| Records shown |
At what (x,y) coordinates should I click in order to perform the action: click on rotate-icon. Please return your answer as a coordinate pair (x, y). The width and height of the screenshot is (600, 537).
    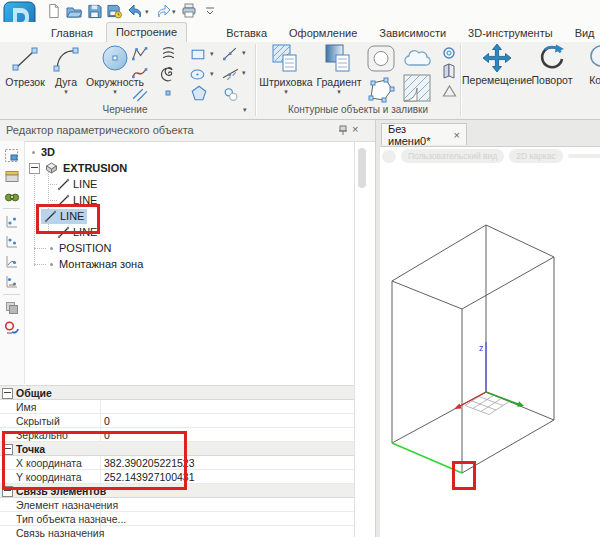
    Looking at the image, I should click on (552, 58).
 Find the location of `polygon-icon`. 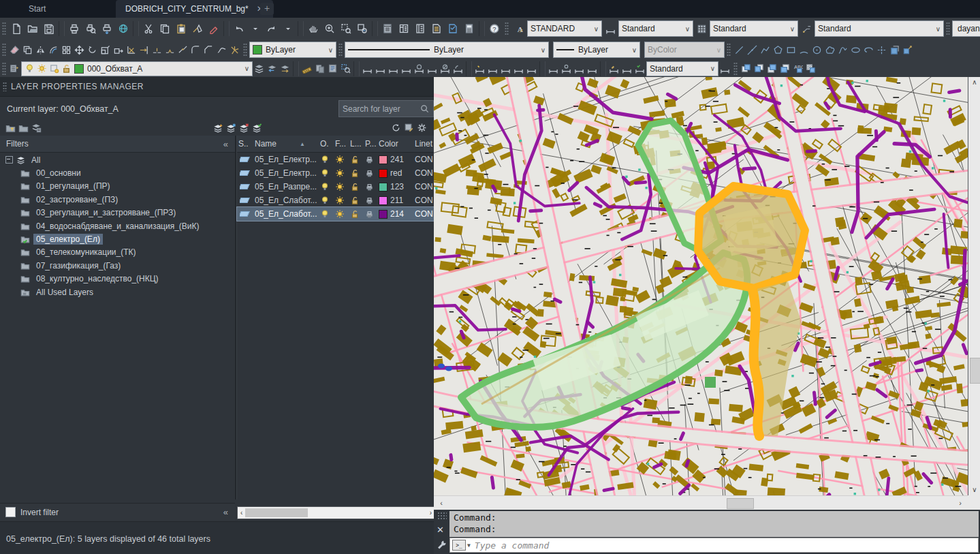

--

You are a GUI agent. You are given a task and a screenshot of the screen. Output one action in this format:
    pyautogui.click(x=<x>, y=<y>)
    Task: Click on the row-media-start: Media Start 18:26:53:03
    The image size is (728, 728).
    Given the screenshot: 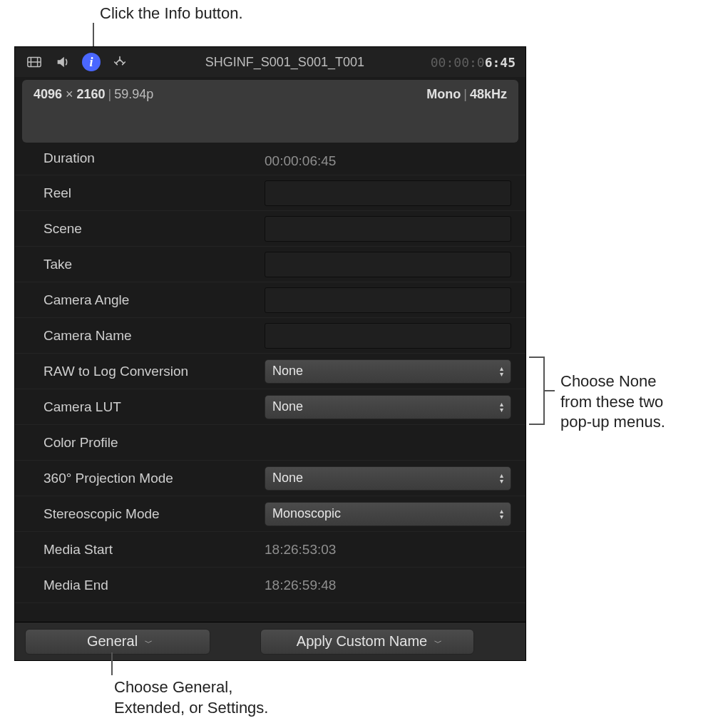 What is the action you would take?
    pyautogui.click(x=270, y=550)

| What the task requires |
Pictures aside, print exactly the lines above starting with the one containing "At what (x,y)" and going on through the one containing "Find the location".

| Response area |
At what (x,y) coordinates should I click in order to perform the action: click on rotate-icon. Please return your answer as a coordinate pair (x, y). The width and height of the screenshot is (600, 537).
    Looking at the image, I should click on (552, 58).
 Find the location of `polygon-icon`. 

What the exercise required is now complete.